MILLENNIALS SEEK A LEADERSHIP PHILOSOPHY THAT’S FOCUSED ON A GREATER PURPOSE

If your leadership philosophy doesn’t include a higher sense of purpose, you may soon be losing your millennials.

According to a recent Deloitte survey, 66% of millennials expect to leave their current jobs by 2020.

Deloitte’s study revealed a major shift in leadership philosophy.

Millennials now represent a majority of the workforce.  Indeed, some of those surveyed were department heads (12%), senior management, and company board members (7%). They represent a shift in leadership philosophy that uses a new metric for success.
While lack of leadership opportunities was the #1 reason millennials felt the need to shop around on the job market, the #2 reason was a missing sense of higher purpose at their jobs.

Millennials measure success differently.

Survey questions about the reasons for wanting to leave revealed that there’s a huge gap in the way people measure success.
An overwhelmingly large percentage (87%) of millennials surveyed across the world believe that financial performance isn’t the only way to define success.
How do they measure a company’s worth, then?  Millennials place importance on the following factors:

  • job satisfaction
  • skills development
  • income improvements for employees
  • creating jobs
  • providing a product or services that makes the world a better place by improving people’s lives

Compared to traditional bottom-line measures of corporate success, this “wider purpose” set of metrics represents a real departure from the status quo.  The Deloitte team calls this the “purpose gap”.
So, what can companies do to close that gap?

Use your strengths to do things in the community.

Closing the purpose gap and satisfying Millennials’ desire to find a higher purpose at work isn’t easy.  Coming off as false by applying a slap-dash solution can easily backfire.
One step towards closing the gap is finding ways your company can integrate with the local community and get involved to instigate positive change.
By using your strength to do good things, there’s no question you’re increasing goodwill all around.  But simply writing a check donation check doesn’t exactly create that sense of higher purpose that millennials seek.

Give everyone a chance to participate.

By choosing charity events that get everyone involved at all levels of your organization, you’re making it clear that doing good things is important.  Giving everyone the chance to participate in your corporate social responsibility program means you’re cultivating a sense of greater purpose…the kind that millennials seek.
An example is a charity team building workshop where mixed groups come together to build things for local charitable organizations.  From leadership on down, anyone can participate to do good things where the result is positive change both in the community and at work.  It’s part of a greater  leadership philosophy everyone can appreciate, even millennials!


**ACTION ITEM**. Without any pictures, copy the records below once more, exactly as they are.

^^^^^^^^

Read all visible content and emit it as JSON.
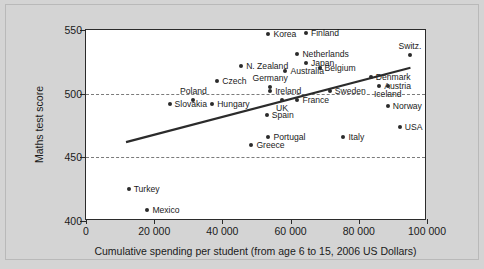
{
  "chart_data": {
    "type": "scatter",
    "title": "",
    "xlabel": "Cumulative spending per student (from age 6 to 15, 2006 US Dollars)",
    "ylabel": "Maths test score",
    "xlim": [
      0,
      100000
    ],
    "ylim": [
      400,
      550
    ],
    "xticks": [
      0,
      20000,
      40000,
      60000,
      80000,
      100000
    ],
    "xtick_labels": [
      "0",
      "20 000",
      "40 000",
      "60 000",
      "80 000",
      "100 000"
    ],
    "yticks": [
      400,
      450,
      500,
      550
    ],
    "ytick_labels": [
      "400",
      "450",
      "500",
      "550"
    ],
    "gridlines_y": [
      450,
      500
    ],
    "grid": "dashed horizontal gridlines at 450 and 500",
    "legend": "none",
    "points": [
      {
        "label": "Korea",
        "x": 53500,
        "y": 547,
        "pos": "right"
      },
      {
        "label": "Finland",
        "x": 64500,
        "y": 548,
        "pos": "right"
      },
      {
        "label": "Switz.",
        "x": 95000,
        "y": 530,
        "pos": "above"
      },
      {
        "label": "Netherlands",
        "x": 62000,
        "y": 531,
        "pos": "right"
      },
      {
        "label": "Japan",
        "x": 64500,
        "y": 524,
        "pos": "right"
      },
      {
        "label": "Belgium",
        "x": 68500,
        "y": 520,
        "pos": "right"
      },
      {
        "label": "Australia",
        "x": 58500,
        "y": 518,
        "pos": "right"
      },
      {
        "label": "N. Zealand",
        "x": 45500,
        "y": 522,
        "pos": "right"
      },
      {
        "label": "Czech",
        "x": 38500,
        "y": 510,
        "pos": "right"
      },
      {
        "label": "Denmark",
        "x": 83500,
        "y": 513,
        "pos": "right"
      },
      {
        "label": "Germany",
        "x": 54000,
        "y": 505,
        "pos": "above"
      },
      {
        "label": "Austria",
        "x": 86000,
        "y": 506,
        "pos": "right"
      },
      {
        "label": "Ireland",
        "x": 54000,
        "y": 502,
        "pos": "right"
      },
      {
        "label": "Sweden",
        "x": 71500,
        "y": 502,
        "pos": "right"
      },
      {
        "label": "Iceland",
        "x": 88500,
        "y": 506,
        "pos": "below"
      },
      {
        "label": "UK",
        "x": 57500,
        "y": 495,
        "pos": "below"
      },
      {
        "label": "France",
        "x": 62000,
        "y": 495,
        "pos": "right"
      },
      {
        "label": "Poland",
        "x": 31500,
        "y": 495,
        "pos": "above"
      },
      {
        "label": "Slovakia",
        "x": 24500,
        "y": 492,
        "pos": "right"
      },
      {
        "label": "Hungary",
        "x": 37000,
        "y": 492,
        "pos": "right"
      },
      {
        "label": "Spain",
        "x": 53000,
        "y": 483,
        "pos": "right"
      },
      {
        "label": "Norway",
        "x": 88500,
        "y": 490,
        "pos": "right"
      },
      {
        "label": "USA",
        "x": 92000,
        "y": 474,
        "pos": "right"
      },
      {
        "label": "Portugal",
        "x": 53500,
        "y": 466,
        "pos": "right"
      },
      {
        "label": "Italy",
        "x": 75500,
        "y": 466,
        "pos": "right"
      },
      {
        "label": "Greece",
        "x": 48500,
        "y": 460,
        "pos": "right"
      },
      {
        "label": "Turkey",
        "x": 12500,
        "y": 425,
        "pos": "right"
      },
      {
        "label": "Mexico",
        "x": 18000,
        "y": 409,
        "pos": "right"
      }
    ],
    "trendline": {
      "description": "linear best-fit line rising left to right",
      "x0": 11800,
      "y0": 461,
      "x1": 95700,
      "y1": 520,
      "color": "#2b2b2b"
    },
    "colors": {
      "background": "#d4d4d4",
      "plot_background": "#ffffff",
      "marker": "#2b2b2b",
      "axis": "#2b2b2b",
      "gridline": "#7b7b7b"
    }
  }
}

^^^^^^^^

**EXERCISE SOLUTION**.
Read all visible content and emit it as JSON.
{
  "chart_data": {
    "type": "scatter",
    "title": "",
    "xlabel": "Cumulative spending per student (from age 6 to 15, 2006 US Dollars)",
    "ylabel": "Maths test score",
    "xlim": [
      0,
      100000
    ],
    "ylim": [
      400,
      550
    ],
    "xticks": [
      0,
      20000,
      40000,
      60000,
      80000,
      100000
    ],
    "xtick_labels": [
      "0",
      "20 000",
      "40 000",
      "60 000",
      "80 000",
      "100 000"
    ],
    "yticks": [
      400,
      450,
      500,
      550
    ],
    "ytick_labels": [
      "400",
      "450",
      "500",
      "550"
    ],
    "gridlines_y": [
      450,
      500
    ],
    "grid": "dashed horizontal gridlines at 450 and 500",
    "legend": "none",
    "points": [
      {
        "label": "Korea",
        "x": 53500,
        "y": 547,
        "pos": "right"
      },
      {
        "label": "Finland",
        "x": 64500,
        "y": 548,
        "pos": "right"
      },
      {
        "label": "Switz.",
        "x": 95000,
        "y": 530,
        "pos": "above"
      },
      {
        "label": "Netherlands",
        "x": 62000,
        "y": 531,
        "pos": "right"
      },
      {
        "label": "Japan",
        "x": 64500,
        "y": 524,
        "pos": "right"
      },
      {
        "label": "Belgium",
        "x": 68500,
        "y": 520,
        "pos": "right"
      },
      {
        "label": "Australia",
        "x": 58500,
        "y": 518,
        "pos": "right"
      },
      {
        "label": "N. Zealand",
        "x": 45500,
        "y": 522,
        "pos": "right"
      },
      {
        "label": "Czech",
        "x": 38500,
        "y": 510,
        "pos": "right"
      },
      {
        "label": "Denmark",
        "x": 83500,
        "y": 513,
        "pos": "right"
      },
      {
        "label": "Germany",
        "x": 54000,
        "y": 505,
        "pos": "above"
      },
      {
        "label": "Austria",
        "x": 86000,
        "y": 506,
        "pos": "right"
      },
      {
        "label": "Ireland",
        "x": 54000,
        "y": 502,
        "pos": "right"
      },
      {
        "label": "Sweden",
        "x": 71500,
        "y": 502,
        "pos": "right"
      },
      {
        "label": "Iceland",
        "x": 88500,
        "y": 506,
        "pos": "below"
      },
      {
        "label": "UK",
        "x": 57500,
        "y": 495,
        "pos": "below"
      },
      {
        "label": "France",
        "x": 62000,
        "y": 495,
        "pos": "right"
      },
      {
        "label": "Poland",
        "x": 31500,
        "y": 495,
        "pos": "above"
      },
      {
        "label": "Slovakia",
        "x": 24500,
        "y": 492,
        "pos": "right"
      },
      {
        "label": "Hungary",
        "x": 37000,
        "y": 492,
        "pos": "right"
      },
      {
        "label": "Spain",
        "x": 53000,
        "y": 483,
        "pos": "right"
      },
      {
        "label": "Norway",
        "x": 88500,
        "y": 490,
        "pos": "right"
      },
      {
        "label": "USA",
        "x": 92000,
        "y": 474,
        "pos": "right"
      },
      {
        "label": "Portugal",
        "x": 53500,
        "y": 466,
        "pos": "right"
      },
      {
        "label": "Italy",
        "x": 75500,
        "y": 466,
        "pos": "right"
      },
      {
        "label": "Greece",
        "x": 48500,
        "y": 460,
        "pos": "right"
      },
      {
        "label": "Turkey",
        "x": 12500,
        "y": 425,
        "pos": "right"
      },
      {
        "label": "Mexico",
        "x": 18000,
        "y": 409,
        "pos": "right"
      }
    ],
    "trendline": {
      "description": "linear best-fit line rising left to right",
      "x0": 11800,
      "y0": 461,
      "x1": 95700,
      "y1": 520,
      "color": "#2b2b2b"
    },
    "colors": {
      "background": "#d4d4d4",
      "plot_background": "#ffffff",
      "marker": "#2b2b2b",
      "axis": "#2b2b2b",
      "gridline": "#7b7b7b"
    }
  }
}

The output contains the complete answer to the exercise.